PRAXICON Semantic Network

Embodied Knowledge representation & Reasoning

 

Prior multimodal knowledge requires representation in a structured form, so that generalisation and reasoning is accommodated. The need for structured knowledge in intelligent systems has led to the development of knowledge bases, ontologies and semantic graphs. While Neuroscience findings point to a multisensory, multimodal and distributed semantic memory in the human brain, these computational resources remain static storage spaces of mostly -verbal concepts- with ad hoc defined associations/relations.  From a computational perspective,  generalisation and common sense reasoning in intelligent systems still stumbles upon the gap between high-level, symbolic representations and low-level sensorymotor experiences. 
     Our ultimate objective in this research line is the development of a computational semantic memory structured in a way that it will enable generalisation and will serve multimodality. A basic step towards this direction is PRAXICON, a dynamic, recursive and referential semantic network with biological basis that aims to address the representation and integration challenges of embodied and enactive cognition.

     Concepts in the PRAXICON may have a concrete (physical) or abstract reference pertaining to entities, movements and features with no domain constraints. They have multiple representations (symbolic, perceptual, motoric). All of them are important, but some of them are more important than others for generalisation and reasoning. Associations between concepts in the PRAXICON are simple or recursive in nature; they pertain to a finite set of pragmatic relation types that provide constraints on the production of new associations, without restricting such production though. The PRAXICON draws a clear line between language and semantic memory; it considers language an additional modality that contributes (significantly and uniquely) to the acquisition and use of generalised knowledge through dynamic interaction with perception and action, rather than an efficient representation means of such knowledge. We argue that the PRAXICON is necessary for intelligent systems, so that they move beyond one shot learning to large scale generalisation and common sense reasoning. In Human-Computer/Robot interaction in particular, such skill (prior knowledge genaralisation) is key for the machine to deal with the unexpected and reach towards creativity. 

     PRAXICON incorporates our research on goal-directed action, and in particular the principles and structures defined in the Minimalist Grammar of Action. A preliminary version of the PRAXICON is available open to the public. It was developed with the POETICON and POETICON++ projects, i.e., within human-robot interaction applications (following verbal instructions from humans for performing everyday tasks, and verbalization of what a human does in a visual scene). The embodied concepts and relations in the PLT Embodied Concepts Dataset (doi: 10.5281/zenodo.11624849) follow the PRAXICON structures; when their translation into English and French will conclude, a new version of PRAXICON populated with this data will be released (expected: December 2024).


■ **ASSIGNMENT**
Keep every line in which "Help" occurs and drop the rest of the data.

■ **STORED DATA**
────

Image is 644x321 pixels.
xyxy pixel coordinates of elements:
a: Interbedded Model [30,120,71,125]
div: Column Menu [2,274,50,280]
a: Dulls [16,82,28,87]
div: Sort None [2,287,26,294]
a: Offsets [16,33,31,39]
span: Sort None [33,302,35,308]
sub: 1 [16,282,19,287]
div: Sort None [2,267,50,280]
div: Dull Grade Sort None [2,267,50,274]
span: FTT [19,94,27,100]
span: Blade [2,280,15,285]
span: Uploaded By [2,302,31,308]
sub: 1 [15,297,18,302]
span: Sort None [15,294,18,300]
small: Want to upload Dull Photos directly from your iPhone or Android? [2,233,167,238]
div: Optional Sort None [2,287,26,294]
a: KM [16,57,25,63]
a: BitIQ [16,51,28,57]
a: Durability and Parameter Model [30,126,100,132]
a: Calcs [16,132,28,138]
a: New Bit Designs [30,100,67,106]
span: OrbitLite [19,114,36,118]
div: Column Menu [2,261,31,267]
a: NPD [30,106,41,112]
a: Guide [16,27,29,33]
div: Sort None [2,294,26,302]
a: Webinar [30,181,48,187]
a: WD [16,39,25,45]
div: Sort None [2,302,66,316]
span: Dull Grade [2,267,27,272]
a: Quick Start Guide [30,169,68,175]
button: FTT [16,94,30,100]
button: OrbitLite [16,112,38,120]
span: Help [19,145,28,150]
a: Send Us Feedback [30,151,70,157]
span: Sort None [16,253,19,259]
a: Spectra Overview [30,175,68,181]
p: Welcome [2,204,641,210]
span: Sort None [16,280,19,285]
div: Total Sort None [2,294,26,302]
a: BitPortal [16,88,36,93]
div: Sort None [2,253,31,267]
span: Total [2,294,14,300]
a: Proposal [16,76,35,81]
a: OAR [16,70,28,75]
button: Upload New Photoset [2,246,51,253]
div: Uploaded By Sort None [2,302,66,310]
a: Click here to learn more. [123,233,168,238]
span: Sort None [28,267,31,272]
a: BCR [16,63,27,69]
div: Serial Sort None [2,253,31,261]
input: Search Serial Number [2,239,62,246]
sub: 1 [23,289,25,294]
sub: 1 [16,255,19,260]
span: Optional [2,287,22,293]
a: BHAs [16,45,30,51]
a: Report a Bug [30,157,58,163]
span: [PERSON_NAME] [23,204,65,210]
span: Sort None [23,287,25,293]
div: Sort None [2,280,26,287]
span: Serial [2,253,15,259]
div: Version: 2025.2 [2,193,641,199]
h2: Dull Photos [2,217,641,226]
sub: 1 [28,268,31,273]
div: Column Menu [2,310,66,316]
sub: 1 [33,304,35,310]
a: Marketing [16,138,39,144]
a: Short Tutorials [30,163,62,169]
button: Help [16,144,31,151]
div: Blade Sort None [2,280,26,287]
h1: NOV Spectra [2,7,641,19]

────

■ **PROBLEM SOLUTION**
span: Help [19,145,28,150]
button: Help [16,144,31,151]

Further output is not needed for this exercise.